For, rude as are the social conditions depicted in these tales, and exaggerated and barbaric as is the flavour of some of them, they nevertheless present to us a high and often romantic code of natural chivalry. There is no more pathetic story in literature than that of the fight between the two old and loving friends, Cuchulain and Ferdia; there is no more touching act of chivalry to a woman than Cuchulain’s offer of aid to his enemy Queen Meave, in the moment of her exhaustion; there is no more delightful passage of playful affection than that between the hero and his lady in the wooing of Emer.
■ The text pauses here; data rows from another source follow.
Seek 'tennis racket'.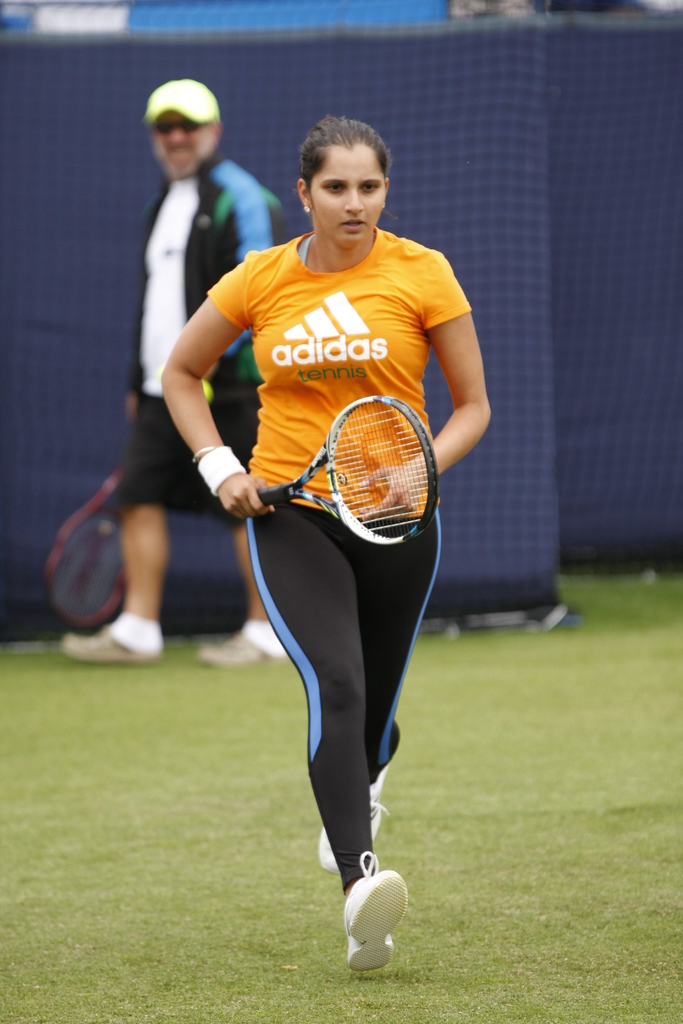
Rect(40, 460, 128, 631).
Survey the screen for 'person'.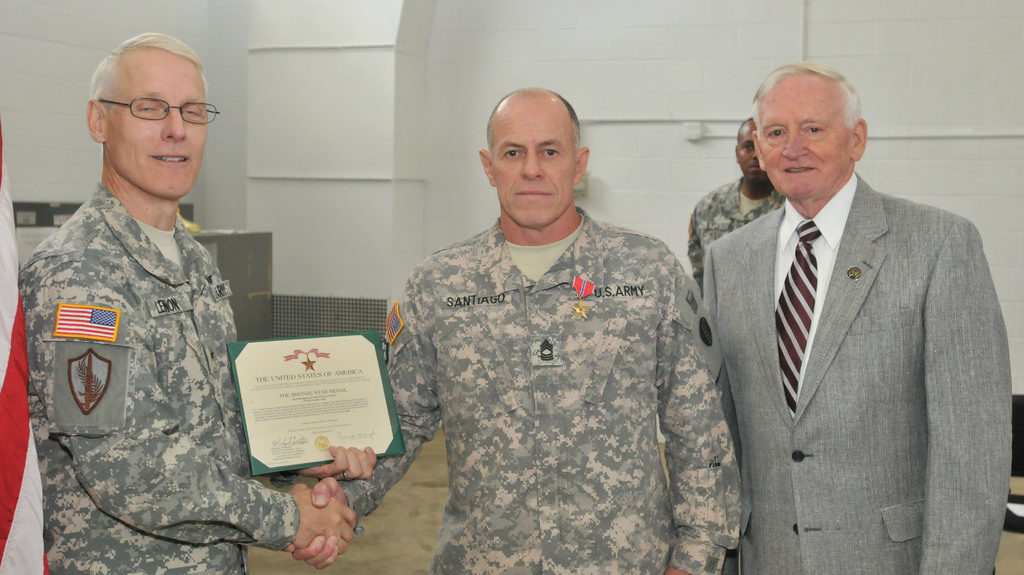
Survey found: [left=287, top=84, right=744, bottom=574].
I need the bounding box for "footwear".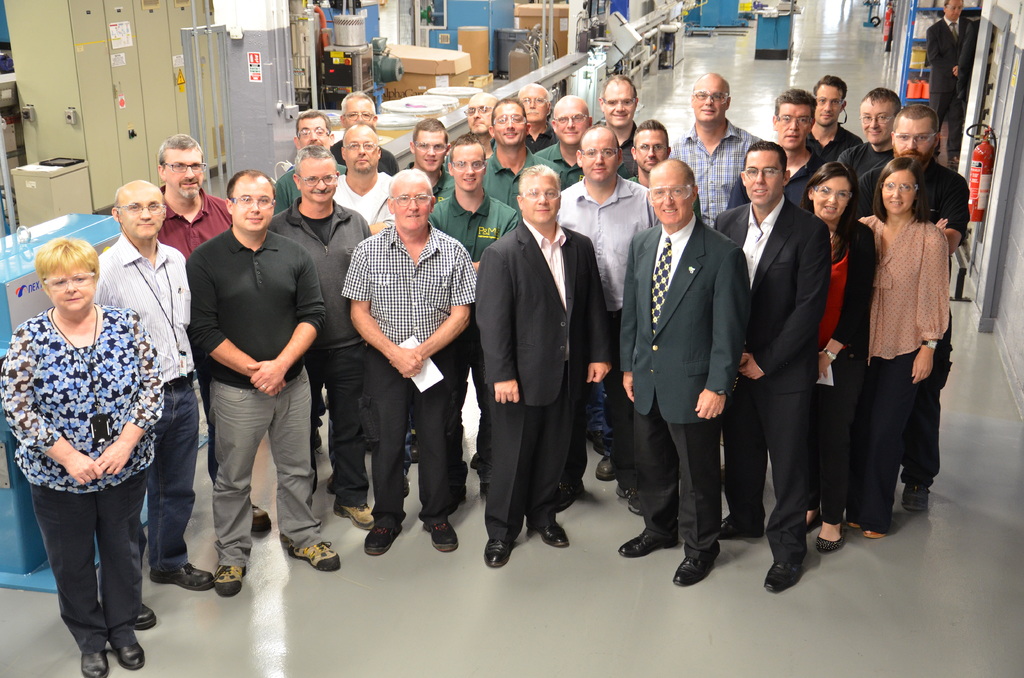
Here it is: 863,529,887,540.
These tales have a sprightliness and buoyancy not possessed by the Arthurian tales, they are fresher, more humorous, more diversified; and the characters, more especially those of the women, are more firmly and variously drawn. For Wales and for England Arthur has been for centuries the representative “very gentle perfect knight”; for Ireland Cuchulain represented the highest ideal of which the Irish Gael was capable. In these stories, as in Malory’s “Morte D’Arthur,” we find “many joyous and pleasant histories, and noble and renowned acts of humanity, gentleness and chivalry”; and we may add, with Malory, “Do after the good and leave the evil, and it shall bring you to good fame and renommÉe.”